I was at the playground today, the one near the duck pond, you know? Packed. Like a swarm of ants found a dropped popsicle. My little girl, Maya, she’s two. Running around, or rather, trying to. Her little legs churn like she’s got a tiny engine and a lead foot. Other kids, they’re digging in the sandpit, sharing those cheap plastic shovels, a red one here, a yellow one there. They hand them back and forth, no words, just a kind of silent agreement. Like a tiny, sun-drenched U.N. meeting.
Maya, though. She spots a bucket. A *specific* green bucket. Some kid, maybe four, is meticulously filling it with sand, a serious expression on his face, like he’s building a miniature Taj Mahal. Maya just marches up, no 'please,' no 'can I share,' just a primal scream and a lunge. She snatched it. Ripped it right out of his hands. Kid looks stunned. Then he just starts to wail, this terrible, keening sound that cuts through the general playground din like a shard of glass. His mom, she gives me this look. This pitying, slightly disgusted, *you-have-failed* look. And I just wanted to crawl into the sandpit and bury myself.
It’s not the first time. It's… a frequent occurrence. Her tantrums are legendary among our small circle of parent friends, the ones who still brave public outings with us. A friend once joked, 'Maya’s got a real strong sense of self-preservation.' She meant it light-hearted, but it hit me like a bag of wet cement. Is it self-preservation? Or is it just… me? Her dad?
I grew up, you know, not exactly with a handbook. My old man, bless his working-class heart, he had two modes: work, and asleep on the couch with a beer. Discipline was a belt, or a shout. Not much in between. So when Maya throws herself on the floor because she wants the blue crayon and not the red, my first instinct is usually just… to make it stop. Give her the blue crayon. Distract her. Whatever it takes to avoid that public spectacle, that judgy gaze. Sometimes I try to be firm, 'No, Maya, we share!' But my voice, it feels hollow. Like I’m reading lines from a script I don’t understand.
And then I see other parents. The ones who speak in calm, even tones, kneeling down to eye level, explaining things. The ones whose kids, miraculously, seem to actually *listen*. My wife, she’s better at it. She’s got that soft, patient voice. But she works. Long hours. By the time she gets home, I’ve often already capitulated three times to avoid a meltdown, just to get us through the day. And then she’ll say, 'Did she nap today?' And I’ll say yes, even if it was twenty minutes of me holding her upright while she fought sleep like it was the plague. Because if I admit she didn’t, it just opens up a whole other thing.
So Maya’s tantrums, they’re not just… tantrums. They feel like a direct reflection of my inability to be what she needs. A steady hand. A firm, consistent voice. Instead, I’m this shaky, inconsistent thing, a weather vane spinning in the wind. One minute, 'No, you can’t have another cookie.' The next, a cookie appears just to buy myself five minutes of peace. It’s like I’m training her to be a tiny dictator, and I’m her chief enabler.
And the worst part? When she’s screaming, her face purple, spit flying, I just feel this… blankness. Like I’m watching a play I already know the ending to. There’s no big surge of anger, no profound sadness. Just a kind of exhausted resignation. And then, sometimes, this flicker of dark humor. Like, *wow, she’s really committed to this performance*. And I laugh. A little huff of air. A dry, humorless sound. Because what else is there? To cry? Nah, that’s not really my style. Too messy.
I looked at the kid whose bucket Maya stole. He was still sniffling, his mom comforting him. Maya, meanwhile, was happily filling the green bucket with sand, oblivious. My brain just kept replaying that mom’s face. That look. Like she saw right through me. To the core of the problem. And I just… I let out this breath, this long, slow exhale. The kind that tastes like defeat. And I wondered if Maya would ever share. If I could ever teach her. Or if she’d just keep snatching every green bucket she wanted, because her dad was too tired, too clueless, too much of a coward to say no.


■ What is expected ■
Of all the lines in the records below, copy only those that contain the string "Dittrichia".

■ Records ■
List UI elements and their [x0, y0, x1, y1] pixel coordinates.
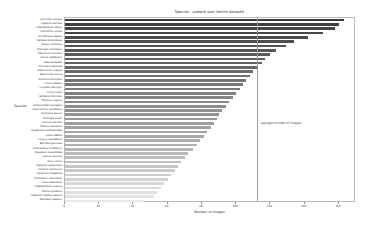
- y-tick-label: Tiburcium fruticans: [38, 52, 62, 55]
- bar-row: [65, 27, 354, 30]
- bar-row: [65, 169, 354, 172]
- bar-row: [65, 88, 354, 91]
- y-tick-label: Chondrilla juncea: [40, 30, 62, 33]
- bar-row: [65, 45, 354, 48]
- y-tick-label: Salvia verbenaca: [40, 56, 62, 59]
- bar: [65, 165, 178, 168]
- bar: [65, 58, 265, 61]
- bar: [65, 122, 214, 125]
- x-tick-label: 100: [233, 205, 238, 208]
- bar-row: [65, 144, 354, 147]
- bar-row: [65, 152, 354, 155]
- bar: [65, 148, 193, 151]
- y-tick-label: Portulaca oleracea: [39, 65, 62, 68]
- bar: [65, 174, 171, 177]
- y-tick-label: Malva sylvestris: [42, 190, 62, 193]
- bar: [65, 131, 207, 134]
- bar: [65, 96, 233, 99]
- bar-row: [65, 96, 354, 99]
- x-tick-label: 0: [63, 205, 65, 208]
- bar-row: [65, 148, 354, 151]
- bar: [65, 92, 236, 95]
- bar-row: [65, 53, 354, 56]
- bar: [65, 62, 262, 65]
- bar-row: [65, 113, 354, 116]
- bar: [65, 195, 154, 198]
- bar: [65, 75, 250, 78]
- bar: [65, 36, 308, 39]
- bar-row: [65, 19, 354, 22]
- bar: [65, 27, 335, 30]
- bar: [65, 105, 226, 108]
- y-tick-label: Tribulus terrestris: [40, 125, 62, 128]
- bar: [65, 88, 240, 91]
- y-tick-label: Alternanthera pungens: [33, 104, 62, 107]
- bar: [65, 79, 246, 82]
- bar: [65, 169, 175, 172]
- bar-row: [65, 66, 354, 69]
- y-tick-label: Cistus albidus: [45, 82, 62, 85]
- x-axis-title: Number of images: [64, 210, 355, 214]
- bar: [65, 40, 294, 43]
- x-tick-label: 160: [335, 205, 340, 208]
- bar-row: [65, 62, 354, 65]
- bar-row: [65, 122, 354, 125]
- y-tick-label: Nicotiana glauca: [41, 112, 62, 115]
- bar-row: [65, 75, 354, 78]
- y-tick-label: Chenopodium album: [36, 26, 62, 29]
- y-tick-label: Galium aparine: [43, 155, 62, 158]
- y-tick-label: Sonchus oleraceus: [39, 78, 62, 81]
- bar-row: [65, 32, 354, 35]
- bar-row: [65, 118, 354, 121]
- average-reference-line: [257, 18, 258, 201]
- bar-row: [65, 191, 354, 194]
- x-tick-label: 40: [131, 205, 134, 208]
- y-tick-label-group: Dittrichia viscosaCapparis spinosaChenop…: [0, 17, 62, 202]
- y-tick-label: Thymus vulgaris: [41, 99, 62, 102]
- y-tick-label: Verbena bonariensis: [37, 39, 63, 42]
- bar-row: [65, 195, 354, 198]
- x-tick-label: 20: [97, 205, 100, 208]
- bar-row: [65, 92, 354, 95]
- y-tick-label: Aldernet capillus-veneris: [31, 194, 62, 197]
- bar-row: [65, 165, 354, 168]
- bar: [65, 191, 157, 194]
- y-tick-label: Cissus boetidula: [42, 181, 62, 184]
- bar-row: [65, 70, 354, 73]
- bar-row: [65, 36, 354, 39]
- chart-figure: Species - sample size (entire dataset) S…: [0, 0, 374, 228]
- bar-row: [65, 161, 354, 164]
- y-tick-label: Tabacella repellus: [40, 198, 62, 201]
- y-tick-label: Dittrichia viscosa: [41, 18, 63, 21]
- bar-row: [65, 23, 354, 26]
- x-tick-label: 60: [165, 205, 168, 208]
- y-tick-label: Amaranthus retroflexus: [33, 108, 63, 111]
- plot-area: average number of images: [64, 17, 355, 202]
- bar: [65, 135, 204, 138]
- y-tick-label: Mercurialis annua: [40, 73, 62, 76]
- y-tick-label: Conyza canadensis: [38, 138, 62, 141]
- bar: [65, 118, 217, 121]
- bar: [65, 53, 270, 56]
- bar-row: [65, 178, 354, 181]
- bar-row: [65, 131, 354, 134]
- bar-row: [65, 83, 354, 86]
- y-tick-label: Arundinaria repens: [38, 35, 62, 38]
- bar: [65, 70, 253, 73]
- bar-row: [65, 174, 354, 177]
- bar-row: [65, 139, 354, 142]
- y-tick-label: Silybum marianum: [38, 168, 62, 171]
- bar: [65, 156, 185, 159]
- bar: [65, 152, 188, 155]
- bar: [65, 83, 243, 86]
- y-tick-label: Lactuca serriola: [42, 121, 62, 124]
- bar: [65, 182, 164, 185]
- bar: [65, 187, 161, 190]
- bar: [65, 23, 339, 26]
- y-tick-label: Digitaria sanguinalis: [36, 164, 62, 167]
- bar-row: [65, 105, 354, 108]
- x-tick-label: 120: [267, 205, 272, 208]
- bar: [65, 66, 257, 69]
- y-tick-label: Sorghum halepense: [37, 172, 62, 175]
- y-tick-label: Plantago major: [43, 117, 62, 120]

■ Expected answer ■
- y-tick-label-group: Dittrichia viscosaCapparis spinosaChenop…: [0, 17, 62, 202]
- y-tick-label: Dittrichia viscosa: [41, 18, 63, 21]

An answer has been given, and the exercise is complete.